I remember her at read-throughs for the Disney+ adaptation of Rivals, listening to the dialogue, scrawling notes over her scripts. Clapping her hands if she loved something, declaring off-puttingly loudly “NO” on the rare occasion she did not. (We took all her notes!) A journalist through and through, she was never without her notebook, recording all the small and big moments of each day. Once, at an awards show, having listened with an expression of fixed absorption to an overlong and self-indulgent acceptance speech, she picked up her pen, scrawled and then flashed the word “WANKER” at me with an eye roll.
I will miss turning up at her house to be greeted by her in the doorway waving. God, she knew how to have FUN. When did the rest of us forget how? After a glass, or three, of fizz you would enjoy a relay race of wine at dinner into pudding, which most often proved to be a truly lethal fruit salad that would have been macerating in sloe gin for days. Anyone who ate at her table deemed it truth serum. It was potent in ways I can’t even describe and having dosed you, Jilly would hold court at the end of the table and, ever the journalist, ask you a series of probing questions. “Really,” she would breathe in response to the answers. “How extraordinary.”
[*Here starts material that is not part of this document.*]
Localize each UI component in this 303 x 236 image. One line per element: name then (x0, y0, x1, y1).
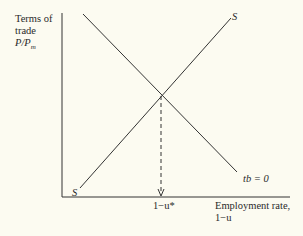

If you were staying the night you would arrive, swaying, at your bed to a glass of water and an Alka-Seltzer, her standard curative for the evening’s many libations. The next morning, you would stagger downstairs to tea and toast, the air still swollen with last night’s disclosures. The heat of the Aga against your back as you clutched your head in your hands, wondering just how much you had spilled and what might end up in her next book. Jilly would arrive, eyes bright and blue, hair groomed: utterly gorgeous and revoltingly unaffected. Soon, she would turn back to the evening’s indiscretions, and you would both end up howling with laughter.
My husband ensured every letter she ever sent me was kept. A collection of animal postcards adorned with atrocious writing and wonderfully loving messages. “You’ll want to keep these,” he surmised. He was right. But I want her. That ravishing, glorious, breathtaking, heavenly, marvellous woman. Our Queen of Fucking Everything.
Her last voicemail to me was a perfect cocktail of Jilly innuendo, thanks and joy. I will forever be grateful for it.
“Felicity darling, it’s Jilly Cooper. I just wanted to say thank you so, so, so, so much. I was just about to start on my talk at Chatsworth and then suddenly that tribute by you and Dominic came up. I got so tall, pink and proud and I thought: ‘Gosh, I’m an author.’ Now, I’ve just come across a hysterical thing, your telephone number… the last number is soixante-neuf! Hahaha. Anyway darling, talk to you sometime. You are the special-ist agent in the world. Lots of love. Bye.”
Felicity Blunt is a literary agent at Curtis Brown, and represented Cooper for the last 10 years of her life. She serves as an executive producer on the Disney + adaptation of Rivals.